03.30.2012

Europe Seeks Clarity On Broker Crossing Networks

03.30.2012
Terry Flanagan

Europe’s investment banks and exchanges continue to fight their corner over the future of broker crossing networks.

The latest proposals from the European parliament’s Economic and Monetary Affairs Committee suggest that broker crossing networks, which are undefined under the original 2007 Markets in Financial Instruments Directive (MiFID) and currently operate over-the-counter, may be forced to operate under the banner of multilateral trading facilities (MTFs) or, more likely, systematic internalizers.

“The possible reclassifying of broker crossing networks as systematic internalizers is a very important change,” Per Loven, head of international corporate strategy at Liquidnet Europe, a buy-side focused block trading broker that operates one of the world’s largest dark pools as a multilateral trading facility, told Markets Media.

“Market participants would like to know what the proposed changes to systematic internalizers are likely to be as the [European parliament] wording is quite unclear.”

A review of MiFID, which is being split into a directive and a regulation (MiFIR), is currently snaking its way through the European Union’s legislature and is looking to remedy issues not included in the first document, as well as re-assert laws in the original directive.

Reclassifying a broker crossing network as an MTF, which was introduced under MiFID and has similar rules to that of a regulated exchange, would mean broker crossing networks losing their ability to decide who can access their venue and how trades are matched, as well as being forced to operate under greater pre-trade transparency rules, such as publishing prices unless obtaining a large in size waiver or price referencing waiver to operate as a dark pool.

The third type of trading venue originally introduced by MiFID, a systematic internalizer, never really took off but it seems that regulators now want to re-establish it. It was defined as an investment bank making markets outside a regulated exchange or MTF. Most broker-dealers, however, continue to trade OTC through less regulated internal crossing networks, which encompassed both client and proprietary flow. Under MiFID II proposals, systematic internalizers will not be able to match two client orders but can include proprietary flow. Published quotes may also be required.

“Broker crossing systems are currently very well regulated with best execution, client order handling and conduct of business obligations,” Andrew Morgan, head of Autobahn Equity Europe, the electronic trading arm of Deutsche Bank, told Markets Media. “Regulators are looking at broker crossing systems under MiFID II, however, and have identified what they call OTFs [organized trading facilities] as being a new trading venue definition to capture the activity in broker crossing networks.

When the European Commission published its MiFID II legislative proposals in October last year a new trading venue definition, known as an OTF, was added to the mix aimed at better regulating broker crossing networks but intense lobbying by exchanges in Brussels and Strasbourg may be causing a U-turn on the matter.

“Exchanges are critical of the OTF proposals because brokers running these multilateral venues would be able to avoid some of these rules, in particular the non-discretionary execution,” said Judith Hardt, secretary-general of the Federation of European Securities Exchanges (Fese), which lobbies on behalf of 46 of the region’s exchanges. “This would allow bank crossing networks to offer better outcomes to some of their clients. This will be one of the major fights in the European parliament in the coming months.”

Fese says plans to introduce a new regulatory definition for an exchange to sit alongside regulated markets and multilateral trading facilities would distort the playing field in favor of the investment banks.

Markus Ferber, a German member of the European parliament who is responsible for guiding the revised version of MiFID through to the next stage of approval in Europe, has said repeatedly that broker crossing networks should fit into existing classifications.

“Your rapporteur questions whether the creation of a new category is the right way to capture organized venues which are not caught by the already existing categories,” wrote Ferber in a statement accompanying the recent Economic and Monetary Affairs Committee amendments to MiFID II.

A number of investment banks in the EU operate broker crossing systems that match client order flow internally such as Citigroup, Credit Suisse, Deutsche Bank, JP Morgan, Morgan Stanley and UBS.

Generally, these firms receive orders electronically, utilize algorithms to determine how they should best be executed, given a client‘s objectives, and then pass the business through an internal system that attempts to find matches. Some systems match only client orders, while others also provide matching between client orders and house orders. Broker crossing networks do not show an order book and simply aim to match orders; due this nature they are sometimes compared to dark pools.

The new MiFID proposals are likely to force the banks to change their business models and some are already looking at establishing new internal trading venues that allow them to operate within the rules.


— Problem statement —
The whole listing below must be printed again exactly, images excluded.

— Source material —
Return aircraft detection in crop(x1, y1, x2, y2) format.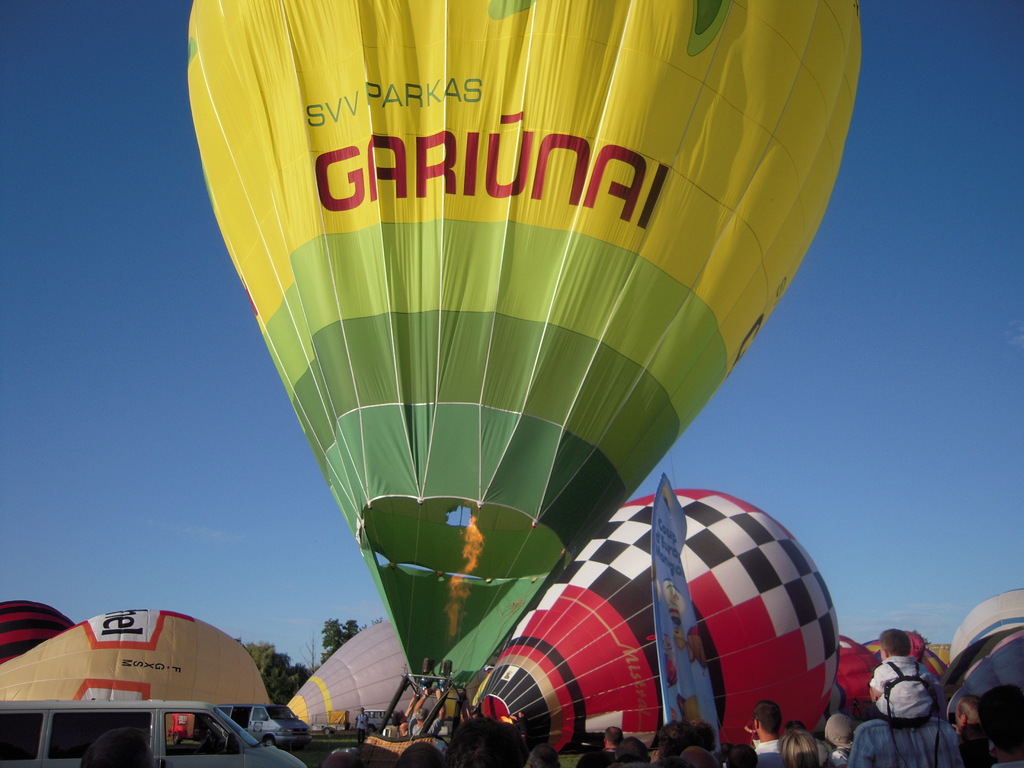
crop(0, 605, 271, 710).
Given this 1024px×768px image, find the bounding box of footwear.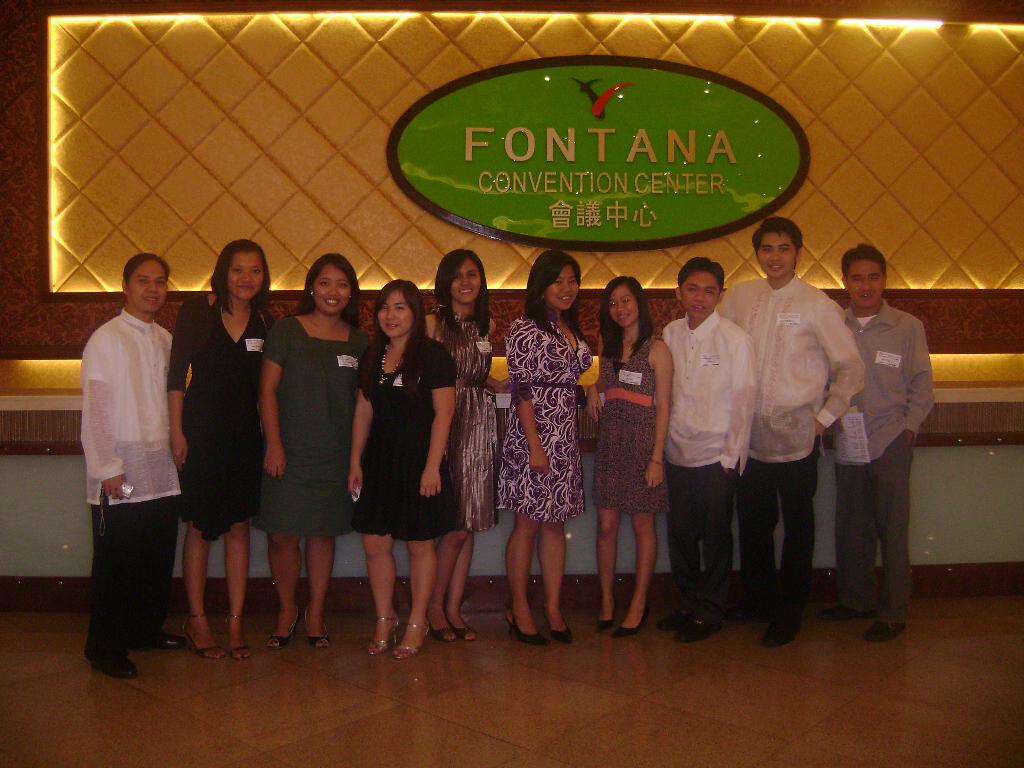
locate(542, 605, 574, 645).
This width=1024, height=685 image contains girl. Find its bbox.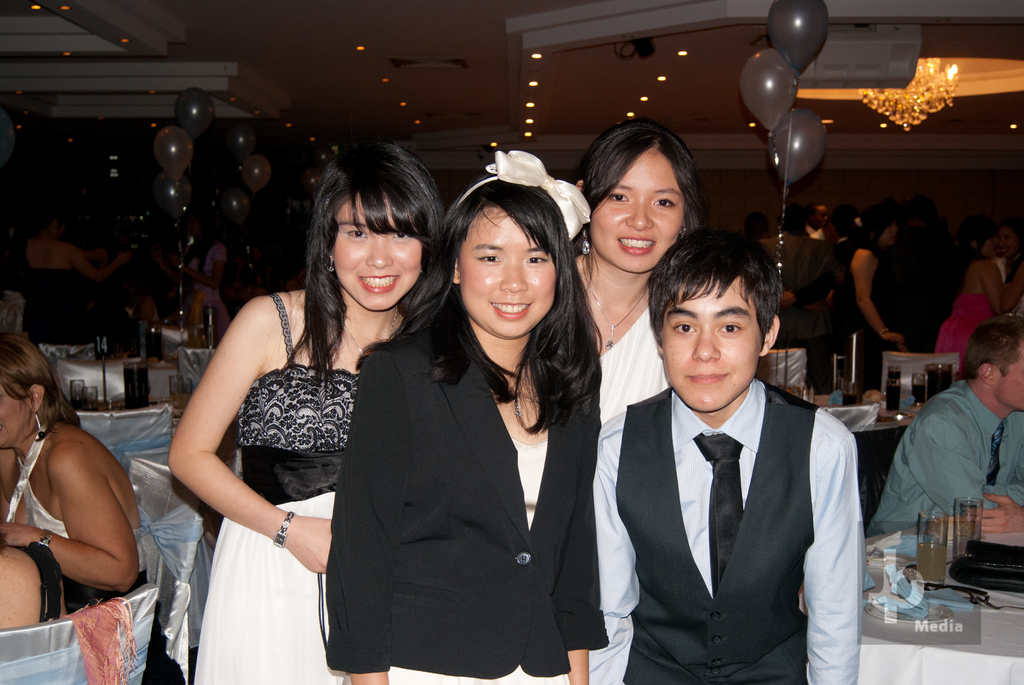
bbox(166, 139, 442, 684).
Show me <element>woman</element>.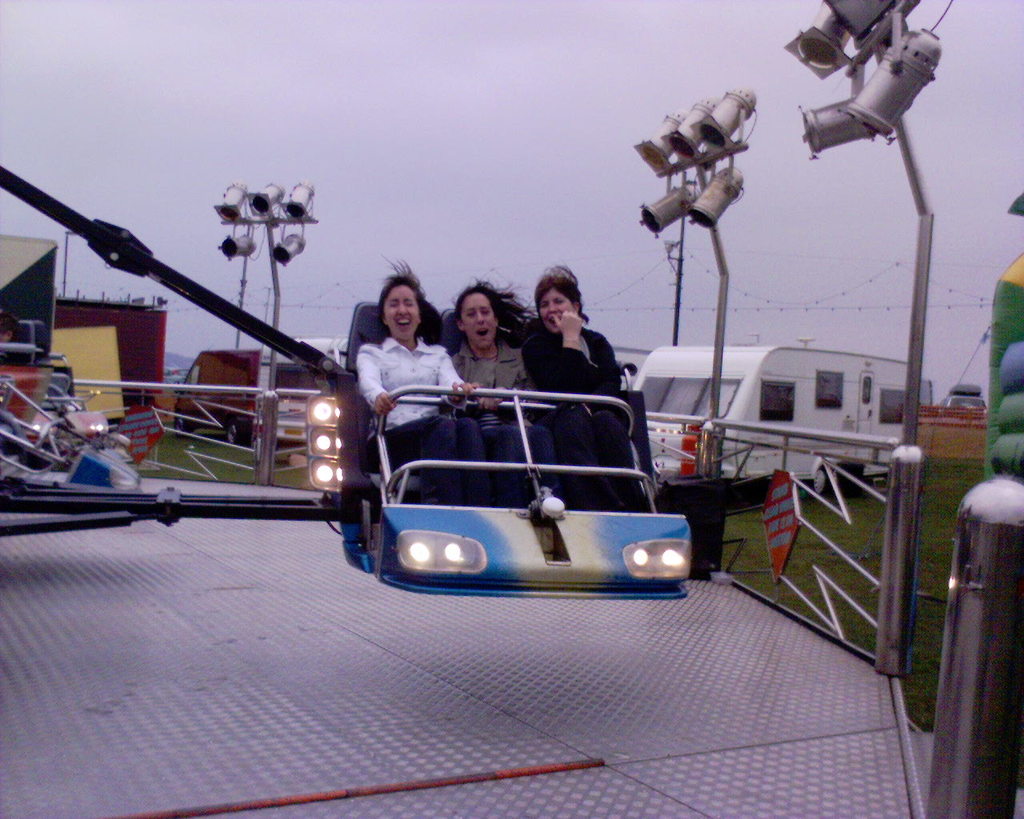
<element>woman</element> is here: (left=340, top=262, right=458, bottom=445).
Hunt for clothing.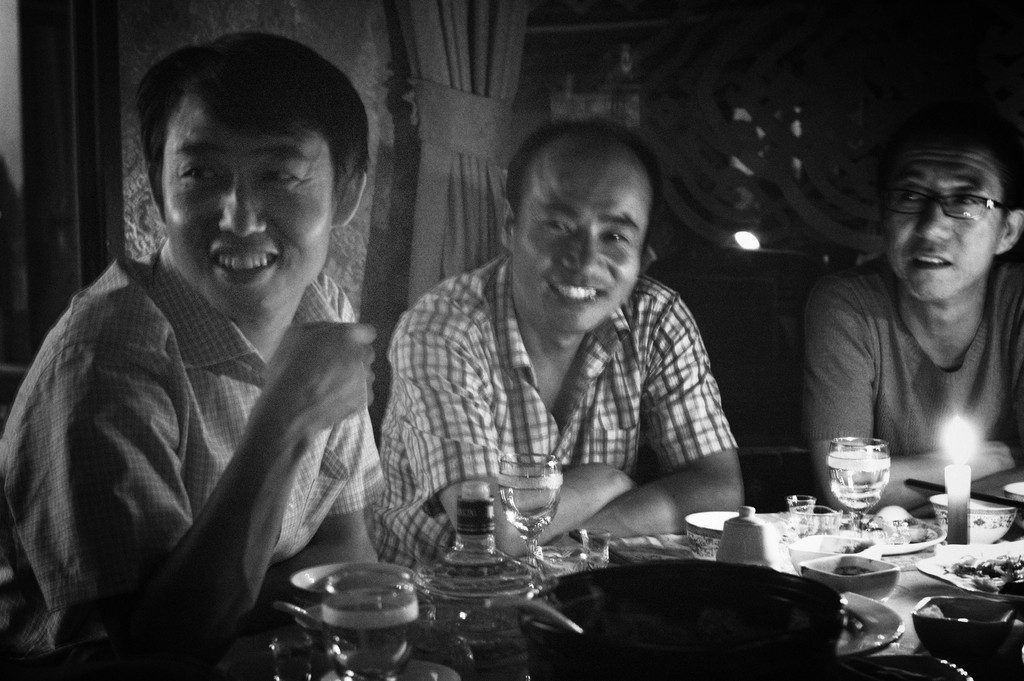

— Answer box —
Return aircraft detection in crop(x1, y1, x2, y2) format.
crop(0, 605, 271, 710).
Given this 1024px×768px image, find the bounding box of footwear.
locate(542, 605, 574, 645).
This width=1024, height=685 image contains girl. Find its bbox.
bbox(166, 139, 442, 684).
Show me <element>woman</element>.
<element>woman</element> is here: (left=340, top=262, right=458, bottom=445).
Hunt for clothing.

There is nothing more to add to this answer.